Below are examples of  two dimensional  shapes, warm-up exercises shown in the module notes.  The colour scheme throughout uses soft turquoise, brown and gilt mainly on double sided tissue paper, where the paper is wrapped round wire it is single thickness.

First of all a single twist, followed by reverse twist and finally stepped twist using strips of paper about a centimetre wide, on reflection a little too wide as it tends to tear when under tension.  The paper has a matt finish, whereas all further examples use some gilt paper.  This I find more attractive as it seems to draw attention to the way the design is created, twisted, wrapped or knotted, giving the appearance of movement.

Middle left shows a long single twist which though narrower and therefore doesn't tear is uneven.  Further narrow strips are rolled into rosettes, and next to them wire scraps.  Three bands of twisted tissue are bent and glued in place -- an interesting way of making a textured surface.
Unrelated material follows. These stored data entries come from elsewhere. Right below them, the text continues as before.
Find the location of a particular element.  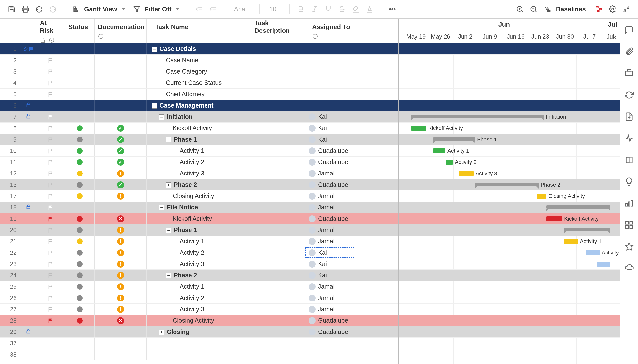

grid-row: 23!Activity 3Kai is located at coordinates (199, 264). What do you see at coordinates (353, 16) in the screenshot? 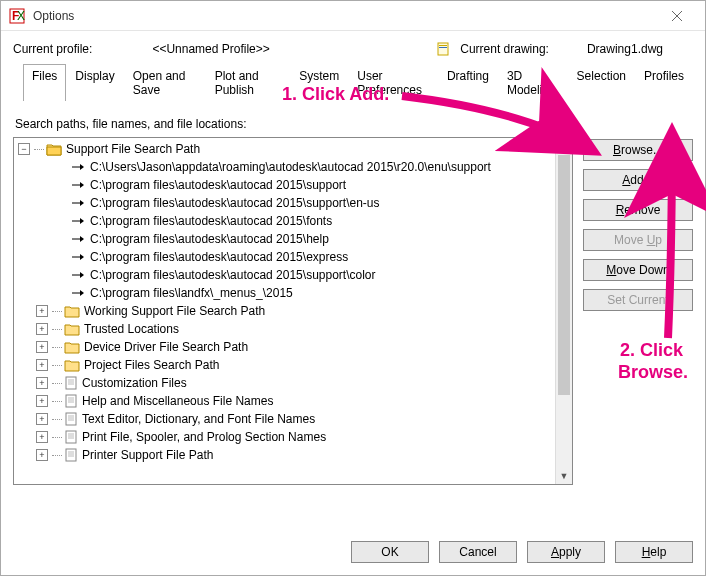
I see `titlebar: FX Options` at bounding box center [353, 16].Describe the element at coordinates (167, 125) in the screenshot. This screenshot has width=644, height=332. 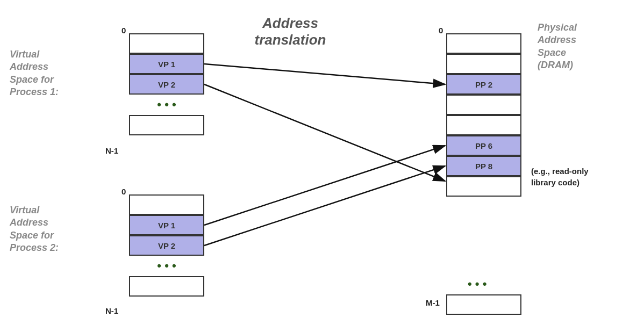
I see `process1-vbox-last` at that location.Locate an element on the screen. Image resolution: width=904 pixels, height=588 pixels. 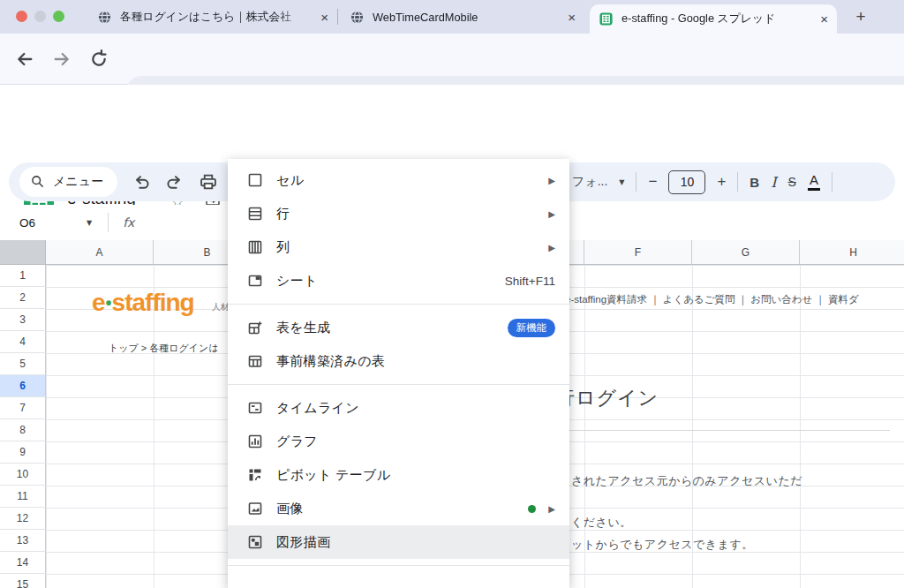
menu-item-label: タイムライン is located at coordinates (318, 408).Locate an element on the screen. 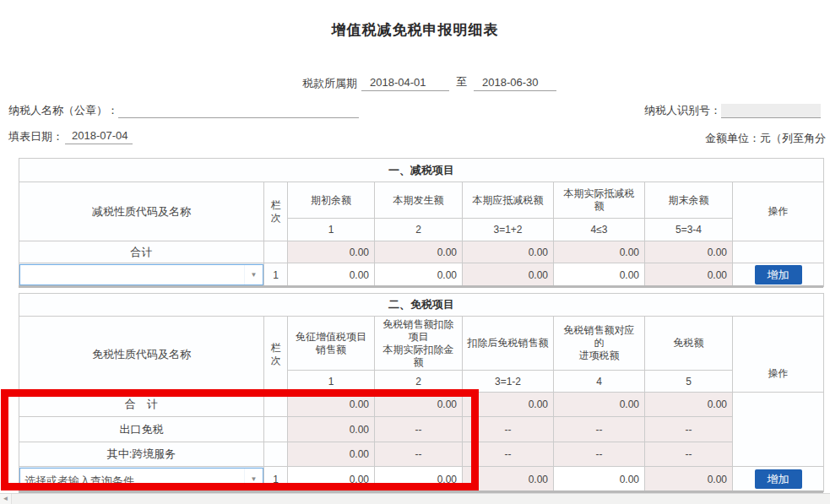 The image size is (830, 504). fill-date-row: 填表日期： 2018-07-04 is located at coordinates (71, 137).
On the far right is a sample of two strips knotted together (needing a paper clip to retain the twist) and three looped and knotted strips with tails left hanging.  Under the right light these last produce pleasing shadows.

Finally, two wrapped wire twists which are more closely related to spiral staircases.  The larger has tissue glued on across sections of the wire.  The smaller sample shows a small twist with wires stretching across the page.

Add caption



Spirals using Coloured Papers based on Resource Images


2:5

Sample 1: This spiral is cut from a single circle, the spokes are tissue-covered wire and try to evoke the uprights on the staircase balustrade.

Sample 2: Layers of coloured paper mounted with a similar open design made of covered wire.

Sample 3: Two interlocking blue/brown spirals with serrated edges mimicking stairs, the top one mounted on a bronze/brown disc.

2:6

Sample 4: A smooth-edged circle cut in a spiral, a second spiral cut parallel to the first and serrated.  The second mounted on the first.

Sample 5:  An oval shaped mounted with two offset circles finally mounted by a narrow cut circle.

Sample 6:  A circle with a spiral cut out and mounted with a gilt covered wire spiral.

Sample 7: A felt tip pen spiral studded with punched out tiny circles.







Sample 8 and 9: Two tissue shapes, one rectangular the other a trapezium, folded to created curved "staircases".

Sample 10 and 11:  Two versions of the UEA staircase,  Sample 10 a tube wrapped with a number of gilt covered lengths of wire.  Sample 11 a tube which has been cut so that strips of it become unfurled and then wrapped at intervals with lengths of covered wire.